Semaphore Wait-Before-Signal

The Vulkan SC Specification describes wait-before-signal in section "6.6 Queue Forward Progress" for timeline semaphores. Timeline semaphores are VkSemaphore objects created as type VK_SEMAPHORE_TYPE_TIMELINE.

The benefits of wait-before-signal justify supporting it with timeline semaphores. Using wait-before-signal can reduce synchronization latency by removing CPU host operations from the critical path of GPU and device synchronization. Likewise, synchronizing work with a wait-before-signal of Deterministic Fences (using VK_NV_external_sci_sync2 to interoperate with NvStreams) can avoid the Inter-Process Communication (IPC) overhead of sharing NvStreams NvSciSyncFence objects at runtime that would otherwise be necessary.

Design with care when using wait-before-signal synchronization in Vulkan SC applications. Problems with use of wait-before-signal can subtly introduce hangs of Vulkan SC commands or create long latencies that end with timeouts. If the GPU is waiting for a signal from the CPU at the same time the CPU is waiting, the system can enter a deadlock state until a timeout elapses.

To preclude any such hangs, you have the option of not enabling the timelineSemaphore feature.
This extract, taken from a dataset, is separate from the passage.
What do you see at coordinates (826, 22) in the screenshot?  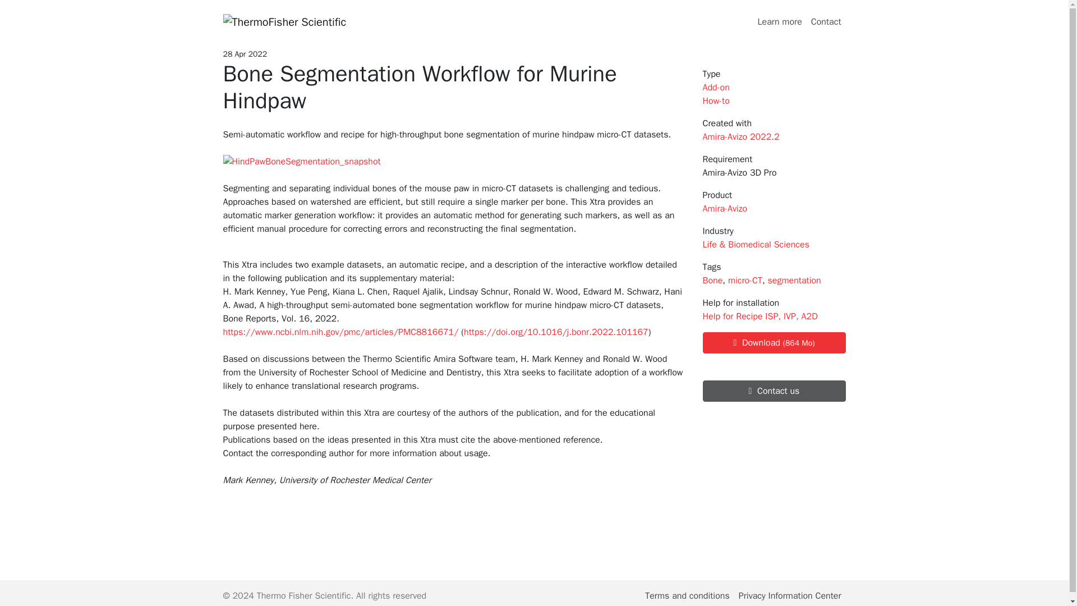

When your application requests timeline semaphore wait-before-signal, with the waits on a CPU or GPU, the wait will not complete successfully if the signal operation becomes delayed indefinitely. These hang conditions can occur with native timeline semaphores, and with NvSciSync interoperability to VkSemaphore objects. The high-level guidance to ensure queue forward progress while using wait-before-signal is as follows:

  1. For each counter value of a timeline semaphore that your application waits upon, the signaler must not be delayed by the waiters.
  2. Consider in your control flow analysis that the VkQueue objects contain FIFO buffers of calibratable fixed size in this Vulkan SC implementation.